A provision in the spending bill that ended the most recent shutdown barred agencies from taking any step to implement a reduction in force from the day the shutdown began on Oct. 1 through Jan. 30. 

A provision in the spending bill that ended the most recent shutdown barred agencies from taking any step to implement a reduction in force from the day the shutdown began on Oct. 1 through Jan. 30.  J. David Ake/Getty Images

After Congress paused layoffs, 1,000 feds still facing dismissals are seeking court intervention

The Trump administration says the blanket RIF moratorium does not apply at five agencies.

Around 1,000 federal employees across five agencies have been laid off or will soon face that fate despite Congress pausing any immediate reductions. 

Unions and other groups representing them are now asking a federal court to quickly intervene to enforce a provision in the spending bill that ended the shutdown, which barred agencies from taking any step to implement a reduction in force from the day the shutdown began on Oct. 1 through Jan. 30. 

Most pressingly, the American Federation of Government Employees, the American Foreign Service Association and Democracy Forward are asking a federal judge in California to block around 250 layoffs scheduled to go into effect on Friday. State informed the employees the RIFs, about which it first notified employees in July, would take effect this week after the shutdown delayed the initial schedule. 

Additionally, the Education Department is looking to finalize layoffs of 247 Office of Civil Rights employees for whom it originally sent notices in April. The department said it is awaiting clarity from the U.S. District Court, which, prior to the continuing resolution, had paused shutdown-related layoffs, to determine if it can move forward with separating the workers. 

The Defense Department in October separated around 270 employees from the Defense Technical Information Center and the Defense Contract Audit Agency, which the plaintiffs in the ongoing lawsuit now say should be reversed as a result of the spending law that ended the shutdown. The employees received notice of their layoffs in August. The DTIC employees are now slated to be removed on Jan. 31—the first day allowable under the current CR—while the DCAA were formally separated from their roles on Oct. 4. 

The plaintiffs similarly argued that the 200 layoffs that went into effect during the shutdown at the General Services Administration and the roughly 75 at the Small Business Administration should be reversed. SBA last month told impacted employees their RIFs were rescinded due to the CR, but reversed course the following day. 

The Trump administration has pointed to legal guidance from the Office of Management and Budget and the Justice Department to justify its decisions to move forward with the layoffs. They said the RIFs were not in any way related to the shutdown and therefore the spending law did not apply to them. Agencies told the court that thousands of additional layoffs that were first sent out during the shutdown have been rescinded. 

Democratic lawmakers have since said the law made no carve out for RIFs that preceded the shutdown, noting it applied to any layoff-related action between Oct. 1 and Jan. 30. 

“No federal funds may be used to initiate, carry out, implement, or otherwise notice a reduction in force to reduce the number of employees within any department, agency, or office of the federal government” for the duration of the spending law, the continuing resolution ordered.

AFGE and AFSA are seeking a temporary restraining order by Friday morning to block the State RIFs, and asking the judge to take immediate action on the other cases as well. 

“OMB and [the Office of Personnel Management] have no authority to direct other agencies to apply a misinterpretation of federal law,” the groups said. “Federal agency defendants likewise have no authority to violate” the CR. 

AFGE National President Everett Kelley said Congress was clear in its intent. 

“The language in the bill and the intent of Congress is unambiguous, and so is the illegality of agencies proceeding to fire workers regardless of the prohibition,” Kelley said. “Because this administration continues to defy the law, the courts must intervene and protect these illegal terminations from proceeding.”

One foreign service officer impacted by the forthcoming layoff told Government Executive State was moving quickly and basically saying, ‘Sue us.'"

U.S. District Judge Susan Illston had not yet ruled, nor requested a hearing, on the restraining order request as of Thursday afternoon.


■ Work instructions ■
Look through the entries for the string "item", and copy each line that holds it.

___ Supplied records ___

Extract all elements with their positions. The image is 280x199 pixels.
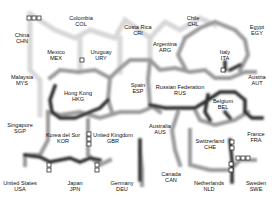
country-label: ArgentinaARG	[153, 41, 177, 54]
country-label: Costa RicaCRI	[124, 24, 151, 37]
country-label: ItalyITA	[220, 49, 230, 62]
country-label: SwitzerlandCHE	[196, 138, 225, 151]
country-code: JPN	[67, 186, 82, 192]
country-label: United KingdomGBR	[93, 132, 133, 145]
country-label: CanadaCAN	[161, 171, 181, 184]
country-label: AustraliaAUS	[149, 123, 171, 136]
country-label: ChileCHL	[187, 15, 200, 28]
country-code: ESP	[131, 88, 145, 94]
country-label: Hong KongHKG	[64, 90, 92, 103]
country-code: SGP	[7, 128, 33, 134]
country-label: JapanJPN	[67, 180, 82, 193]
country-label: MexicoMEX	[47, 49, 65, 62]
country-label: SpainESP	[131, 82, 145, 95]
country-code: BEL	[213, 104, 233, 110]
country-label: EgyptEGY	[250, 24, 264, 37]
country-label: NetherlandsNLD	[194, 180, 224, 193]
country-code: NLD	[194, 186, 224, 192]
country-code: AUS	[149, 129, 171, 135]
country-code: HKG	[64, 96, 92, 102]
country-code: USA	[3, 186, 37, 192]
country-label: SingaporeSGP	[7, 122, 33, 135]
country-code: CRI	[124, 30, 151, 36]
country-code: ITA	[220, 55, 230, 61]
country-label: Russian FederationRUS	[156, 84, 205, 97]
country-code: MYS	[11, 80, 33, 86]
country-code: DEU	[110, 186, 133, 192]
country-code: COL	[69, 21, 93, 27]
country-code: EGY	[250, 30, 264, 36]
country-code: CAN	[161, 177, 181, 183]
country-code: AUT	[248, 80, 265, 86]
country-label: Korea del SurKOR	[46, 132, 80, 145]
country-label: GermanyDEU	[110, 180, 133, 193]
country-label: AustriaAUT	[248, 74, 265, 87]
country-code: URY	[90, 55, 111, 61]
country-code: CHN	[15, 38, 30, 44]
country-code: ARG	[153, 47, 177, 53]
country-label: United StatesUSA	[3, 180, 37, 193]
country-code: SWE	[246, 186, 266, 192]
country-code: MEX	[47, 55, 65, 61]
country-label: FranceFRA	[247, 131, 264, 144]
country-code: KOR	[46, 138, 80, 144]
country-code: CHE	[196, 144, 225, 150]
country-label: MalaysiaMYS	[11, 74, 33, 87]
country-label: ColombiaCOL	[69, 15, 93, 28]
country-code: CHL	[187, 21, 200, 27]
country-label: SwedenSWE	[246, 180, 266, 193]
country-code: FRA	[247, 137, 264, 143]
country-code: RUS	[156, 90, 205, 96]
country-label: UruguayURY	[90, 49, 111, 62]
country-code: GBR	[93, 138, 133, 144]
country-label: ChinaCHN	[15, 32, 30, 45]
country-label: BelgiumBEL	[213, 98, 233, 111]
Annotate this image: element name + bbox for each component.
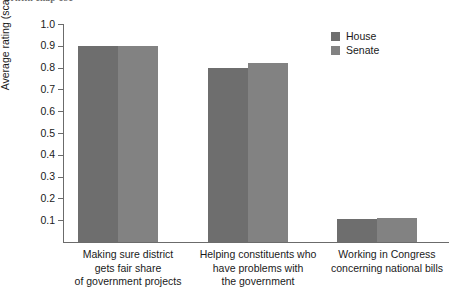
y-axis-tick-label: 0.2 bbox=[29, 193, 55, 204]
bar-house bbox=[337, 219, 377, 242]
y-axis-tick-label: 0.9 bbox=[29, 40, 55, 51]
category-label-line: the government bbox=[180, 275, 336, 289]
category-label-line: concerning national bills bbox=[307, 262, 467, 276]
legend-item-house: House bbox=[331, 29, 379, 43]
bar-house bbox=[78, 46, 118, 242]
grouped-bar-chart: 1.00.90.80.70.60.50.40.30.20.1 Average r… bbox=[0, 0, 472, 295]
y-axis-tick-label: 0.7 bbox=[29, 84, 55, 95]
category-label-line: Working in Congress bbox=[307, 248, 467, 262]
bar-group bbox=[78, 24, 158, 242]
legend-item-senate: Senate bbox=[331, 43, 379, 57]
y-axis-tick-label: 0.1 bbox=[29, 215, 55, 226]
y-axis-tick-label: 1.0 bbox=[29, 19, 55, 30]
x-axis-category-label: Working in Congressconcerning national b… bbox=[307, 248, 467, 275]
legend-label: House bbox=[346, 31, 376, 42]
y-axis-tick-label: 0.5 bbox=[29, 128, 55, 139]
y-axis-tick-label: 0.8 bbox=[29, 62, 55, 73]
plot-area bbox=[63, 24, 449, 242]
chart-legend: HouseSenate bbox=[331, 29, 379, 57]
legend-label: Senate bbox=[346, 45, 379, 56]
y-axis-tick-label: 0.6 bbox=[29, 106, 55, 117]
bar-senate bbox=[248, 63, 288, 242]
x-axis-line bbox=[63, 242, 449, 243]
legend-color-swatch bbox=[331, 32, 340, 41]
bar-group bbox=[208, 24, 288, 242]
y-axis-title: Average rating (scale of 0–1) bbox=[0, 0, 11, 133]
bar-senate bbox=[118, 46, 158, 242]
y-axis-tick-label: 0.4 bbox=[29, 149, 55, 160]
bar-house bbox=[208, 68, 248, 242]
bar-senate bbox=[377, 218, 417, 242]
y-axis-tick-label: 0.3 bbox=[29, 171, 55, 182]
legend-color-swatch bbox=[331, 46, 340, 55]
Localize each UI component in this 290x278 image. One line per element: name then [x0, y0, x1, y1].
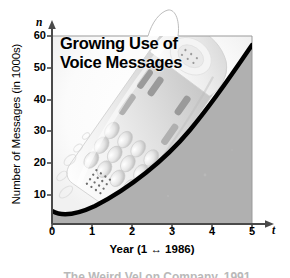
y-axis-variable-symbol: n	[36, 16, 42, 28]
y-tick-label: 60	[24, 30, 46, 41]
photo-top-bulge	[148, 10, 179, 36]
x-tick-label: 3	[162, 225, 182, 237]
y-axis-arrow	[48, 20, 56, 29]
y-tick-label: 50	[24, 62, 46, 73]
x-tick-label: 2	[122, 225, 142, 237]
y-axis-label: Number of Messages (in 1000s)	[6, 19, 26, 229]
clipped-caption: The Weird Vel on Company, 1991	[52, 270, 262, 278]
chart-figure: 60 50 40 30 20 10 0 1 2 3 4 5 n t Number…	[0, 0, 290, 278]
y-tick-label: 20	[24, 157, 46, 168]
y-tick-label: 30	[24, 125, 46, 136]
x-tick-label: 0	[42, 225, 62, 237]
x-tick-label: 4	[202, 225, 222, 237]
x-tick-label: 1	[82, 225, 102, 237]
y-tick-label: 40	[24, 94, 46, 105]
x-axis-label: Year (1 ↔ 1986)	[52, 243, 252, 255]
x-tick-label: 5	[242, 225, 262, 237]
y-tick-label: 10	[24, 189, 46, 200]
x-axis-variable-symbol: t	[272, 224, 275, 236]
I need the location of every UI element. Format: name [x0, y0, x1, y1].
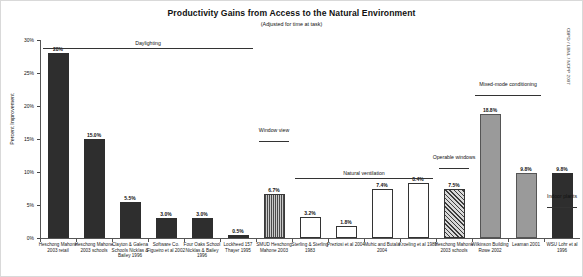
group-label: Daylighting [108, 40, 188, 46]
bar [84, 139, 105, 238]
y-tick-label: 25% [12, 70, 34, 76]
y-tick-label: 5% [12, 202, 34, 208]
y-tick-label: 0% [12, 235, 34, 241]
bar-value-label: 3.0% [182, 211, 222, 217]
y-axis-label: Percent Improvement [9, 84, 15, 154]
bar [480, 114, 501, 238]
chart-title: Productivity Gains from Access to the Na… [0, 8, 583, 18]
group-bracket-line [439, 168, 469, 169]
credit-text: CBPD / LBNL / NCPP 2007 [566, 28, 571, 85]
x-category-label: Heschong Mahone 2003 schools [434, 242, 474, 253]
bar [408, 183, 429, 238]
x-category-label: Leaman 2001 [506, 242, 546, 248]
bar-value-label: 9.8% [506, 166, 546, 172]
x-category-label: Clayton & Galena Schools Nicklas & Baile… [110, 242, 150, 259]
x-category-label: Heschong Mahone 2003 retail [38, 242, 78, 253]
chart-page: Productivity Gains from Access to the Na… [0, 0, 583, 277]
group-bracket-line [475, 95, 541, 96]
group-label: Operable windows [414, 154, 494, 160]
bar-value-label: 0.5% [218, 228, 258, 234]
x-axis-line [40, 238, 580, 239]
bar-value-label: 5.5% [110, 195, 150, 201]
y-tick-label: 30% [12, 37, 34, 43]
chart-subtitle: (Adjusted for time at task) [0, 21, 583, 27]
bar-value-label: 9.8% [542, 166, 582, 172]
group-bracket-line [43, 48, 253, 49]
bar-value-label: 15.0% [74, 132, 114, 138]
x-category-label: Kroeling et al 1989 [398, 242, 438, 248]
bar-value-label: 6.7% [254, 187, 294, 193]
x-category-label: Wilkinson Building Rowe 2002 [470, 242, 510, 253]
x-category-label: Muhic and Butala 2004 [362, 242, 402, 253]
x-category-label: SMUD Heschong Mahone 2003 [254, 242, 294, 253]
y-tick-label: 15% [12, 136, 34, 142]
group-bracket-line [295, 178, 433, 179]
bar-value-label: 1.8% [326, 219, 366, 225]
group-bracket-line [259, 141, 289, 142]
x-category-label: Preziosi et al 2004 [326, 242, 366, 248]
x-category-label: WSU Lohr et al 1996 [542, 242, 582, 253]
group-label: Natural ventilation [324, 170, 404, 176]
y-tick-label: 10% [12, 169, 34, 175]
x-category-label: Sterling & Sterling 1983 [290, 242, 330, 253]
bar [120, 202, 141, 238]
y-axis-line [40, 40, 41, 239]
group-label: Indoor plants [522, 193, 583, 199]
x-category-label: Software Co. Figueiro et al 2002 [146, 242, 186, 253]
y-tick-label: 20% [12, 103, 34, 109]
bar [192, 218, 213, 238]
bar [264, 194, 285, 238]
bar-value-label: 7.5% [434, 182, 474, 188]
bar [228, 235, 249, 238]
group-label: Window view [234, 127, 314, 133]
bar [300, 217, 321, 238]
bar [48, 53, 69, 238]
bar [156, 218, 177, 238]
bar-value-label: 7.4% [362, 182, 402, 188]
group-bracket-line [547, 207, 577, 208]
bar-value-label: 3.2% [290, 210, 330, 216]
bar [516, 173, 537, 238]
x-category-label: Heschong Mahone 2003 schools [74, 242, 114, 253]
x-category-label: Four Oaks School Nicklas & Bailey 1996 [182, 242, 222, 259]
bar [336, 226, 357, 238]
bar [444, 189, 465, 239]
group-label: Mixed-mode conditioning [468, 81, 548, 87]
bar [372, 189, 393, 238]
bar-value-label: 18.8% [470, 107, 510, 113]
bar [552, 173, 573, 238]
bar-value-label: 3.0% [146, 211, 186, 217]
x-category-label: Lockheed 157 Thayer 1995 [218, 242, 258, 253]
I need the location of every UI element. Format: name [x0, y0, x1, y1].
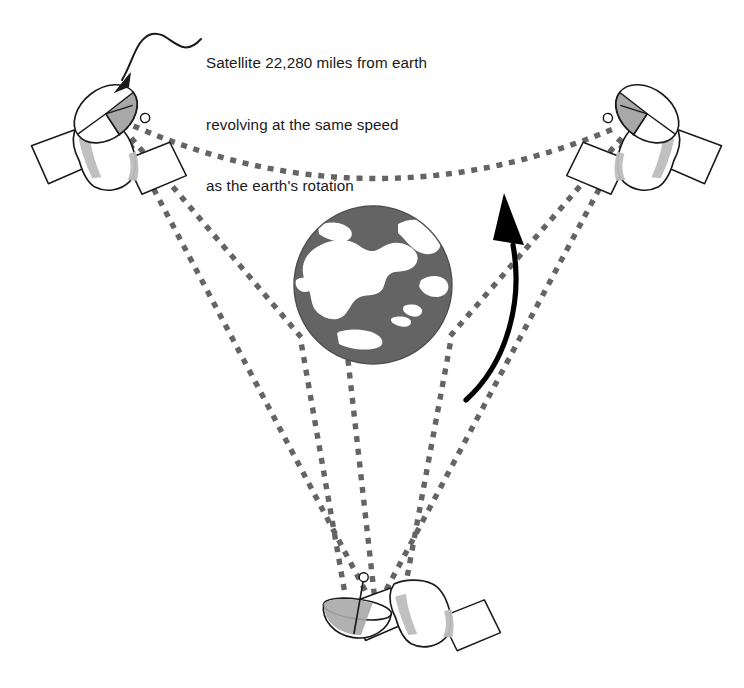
callout-line-2: revolving at the same speed	[206, 115, 486, 136]
satellite-top-right	[565, 67, 728, 205]
callout-leader-arrow	[113, 34, 201, 94]
satellite-diagram: Satellite 22,280 miles from earth revolv…	[0, 0, 744, 688]
satellite-bottom	[316, 549, 512, 682]
path-bottom-tangent-earth	[348, 360, 374, 592]
callout-line-1: Satellite 22,280 miles from earth	[206, 53, 486, 74]
satellite-callout-text: Satellite 22,280 miles from earth revolv…	[206, 12, 486, 238]
callout-line-3: as the earth's rotation	[206, 176, 486, 197]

___

■ Solution ■
legend-item-house: House bbox=[331, 29, 379, 43]
legend-item-senate: Senate bbox=[331, 43, 379, 57]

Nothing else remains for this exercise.